If true, this would place Venezuela among the largest Bitcoin holders on the planet, rivaling institutional giants like BlackRock's iShares Bitcoin Trust (770,000 BTC) and MicroStrategy (672,000 BTC).
The alleged accumulation reportedly began in 2018 through gold swaps, with approximately $2 billion in gold revenue converted to Bitcoin at an average price around $5,000—implying roughly 400,000 BTC acquired before the 2021 bull run. Additional holdings allegedly came from requiring some oil exports to be settled in USDT (Tether), which was then converted to Bitcoin to avoid freezing risk.

The claims remain unverified, but the implications are significant. If the U.S. manages to seize or freeze these assets, it could remove up to 3% of Bitcoin's circulating supply from active trading—creating potential supply shock dynamics.

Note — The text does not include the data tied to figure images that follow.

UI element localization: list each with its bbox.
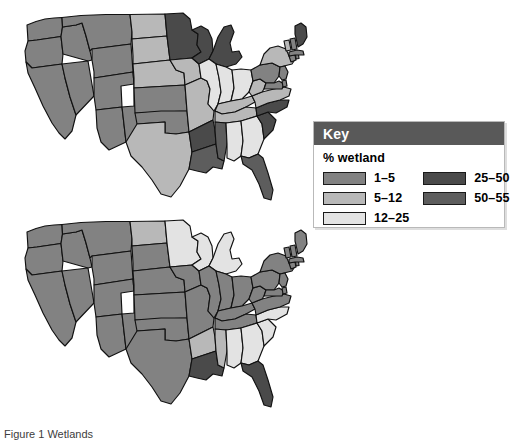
state-de [282, 80, 287, 87]
state-ma [289, 50, 304, 56]
state-fl [241, 361, 273, 407]
state-nd [130, 14, 167, 39]
state-ut [94, 279, 134, 317]
state-sd [132, 243, 170, 271]
key-entry-label: 25–50 [474, 171, 509, 185]
state-mi [209, 232, 242, 274]
top-us-choropleth-map [6, 8, 316, 208]
state-or [25, 244, 63, 276]
state-ks [134, 292, 187, 320]
key-columns: 1–5 5–12 12–25 25–50 [323, 170, 504, 226]
state-nj [279, 273, 288, 287]
state-fl [241, 154, 273, 200]
state-ut [94, 72, 134, 110]
state-pa [251, 270, 280, 290]
key-entry-label: 50–55 [474, 191, 509, 205]
state-de [282, 287, 287, 294]
state-nd [130, 221, 167, 246]
key-entry: 5–12 [323, 190, 409, 206]
key-entry-label: 12–25 [374, 211, 409, 225]
key-entry: 1–5 [323, 170, 409, 186]
state-me [295, 23, 307, 47]
key-column-left: 1–5 5–12 12–25 [323, 170, 409, 226]
state-mn [165, 13, 201, 60]
bottom-map-states [25, 220, 307, 407]
top-map-states [25, 13, 307, 200]
state-mi [209, 25, 242, 67]
key-body: % wetland 1–5 5–12 12–25 [314, 145, 504, 226]
key-swatch-icon [323, 172, 366, 185]
state-tx [126, 329, 192, 404]
map-key: Key % wetland 1–5 5–12 12–25 [313, 121, 505, 228]
key-entry: 25–50 [423, 170, 509, 186]
key-column-right: 25–50 50–55 [423, 170, 509, 226]
bottom-us-choropleth-map [6, 215, 316, 415]
state-tx [126, 122, 192, 197]
key-title: Key [323, 126, 349, 142]
key-entry: 12–25 [323, 210, 409, 226]
top-map-panel [6, 8, 316, 208]
figure-caption: Figure 1 Wetlands [4, 428, 364, 440]
key-entry-label: 5–12 [374, 191, 402, 205]
state-ma [289, 257, 304, 263]
key-entry-label: 1–5 [374, 171, 395, 185]
state-al [226, 328, 243, 368]
state-az [96, 314, 126, 357]
state-nj [279, 66, 288, 80]
key-subtitle: % wetland [323, 151, 504, 165]
key-swatch-icon [323, 212, 366, 225]
key-swatch-icon [423, 192, 466, 205]
key-entry: 50–55 [423, 190, 509, 206]
state-az [96, 107, 126, 150]
state-me [295, 230, 307, 254]
key-swatch-icon [423, 172, 466, 185]
state-sd [132, 36, 170, 64]
state-al [226, 121, 243, 161]
state-or [25, 37, 63, 69]
key-swatch-icon [323, 192, 366, 205]
key-header: Key [314, 122, 504, 145]
bottom-map-panel [6, 215, 316, 415]
wetlands-figure: Key % wetland 1–5 5–12 12–25 [0, 0, 517, 440]
state-mn [165, 220, 201, 267]
state-pa [251, 63, 280, 83]
state-ks [134, 85, 187, 113]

Alternatively, the holdings could become part of a U.S. strategic Bitcoin reserve.
Bitcoin traded at approximately $92,500 on Monday, up modestly after briefly touching $93,000. The cryptocurrency fell roughly 35% from its cycle highs during Q4 2025, and sentiment had plunged toward "extreme fear" before stabilizing.

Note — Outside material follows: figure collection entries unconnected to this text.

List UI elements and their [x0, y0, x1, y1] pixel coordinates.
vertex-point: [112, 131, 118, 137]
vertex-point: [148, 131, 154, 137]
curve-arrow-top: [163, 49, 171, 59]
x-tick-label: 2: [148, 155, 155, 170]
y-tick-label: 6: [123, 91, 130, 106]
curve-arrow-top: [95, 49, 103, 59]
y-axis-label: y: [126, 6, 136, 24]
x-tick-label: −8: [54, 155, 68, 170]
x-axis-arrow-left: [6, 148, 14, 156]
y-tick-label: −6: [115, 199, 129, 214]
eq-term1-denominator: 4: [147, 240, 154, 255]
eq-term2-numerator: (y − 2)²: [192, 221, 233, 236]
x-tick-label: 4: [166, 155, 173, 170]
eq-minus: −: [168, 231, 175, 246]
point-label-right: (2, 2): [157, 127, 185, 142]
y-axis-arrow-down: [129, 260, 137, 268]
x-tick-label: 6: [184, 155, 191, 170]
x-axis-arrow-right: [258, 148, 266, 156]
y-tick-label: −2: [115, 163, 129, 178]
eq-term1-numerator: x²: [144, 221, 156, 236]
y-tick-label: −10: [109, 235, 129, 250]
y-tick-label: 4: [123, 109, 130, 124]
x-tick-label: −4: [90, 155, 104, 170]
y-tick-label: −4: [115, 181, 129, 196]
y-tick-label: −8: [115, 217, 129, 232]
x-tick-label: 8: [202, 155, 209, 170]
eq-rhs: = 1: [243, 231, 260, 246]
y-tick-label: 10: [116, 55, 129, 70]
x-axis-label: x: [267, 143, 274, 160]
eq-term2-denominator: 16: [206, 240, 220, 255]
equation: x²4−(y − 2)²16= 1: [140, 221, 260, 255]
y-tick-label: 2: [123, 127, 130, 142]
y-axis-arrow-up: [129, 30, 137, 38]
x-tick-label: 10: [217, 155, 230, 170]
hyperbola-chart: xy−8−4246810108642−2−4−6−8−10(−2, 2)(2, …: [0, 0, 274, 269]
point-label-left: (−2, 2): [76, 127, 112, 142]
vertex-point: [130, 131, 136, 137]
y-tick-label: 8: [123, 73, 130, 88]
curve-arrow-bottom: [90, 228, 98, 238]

What's Next: Venezuela's Oil Potential and Geopolitical Risk
Franklin Templeton's Stephen Dover outlined the investment implications:
Limited short-term oil impact: "Given the uncertainties about how Venezuela will be governed and given the checkered US history of 'regime change' in petro-countries (e.g., Iraq or Libya), oil markets are unlikely to anticipate a rapid increase in crude oil supply from Venezuela."
Potential long-term supply: Venezuela holds 300 billion barrels of proven crude reserves—the largest in the world. If political stability can be achieved and infrastructure rebuilt, production could eventually reach 2-3 million bpd from current levels of 1.1 million. Goldman Sachs noted that higher recovery rates "will likely require financial and time investments in oil-processing upgraders and improvements in operational efficiencies."
Heightened defense spending: "This development will likely reinforce a theme we have highlighted for years: higher government spending on national security," Dover added.
China has already asked its policy banks to report lending exposure to Venezuela, suggesting growing concern among regulators about potential shocks as geopolitical risks intensify.
Trump has also raised the possibility of further interventions, suggesting Colombia and Mexico could face military action if they don't reduce illicit drug flows. He threatened Iran over its crackdown on protests and has continued pushing for U.S. acquisition of Greenland.
"Investors are happy to own risk, but they want insurance in the drawer," observed Stephen Innes of SPI Asset Management. "This is confidence with a hedge, not euphoria."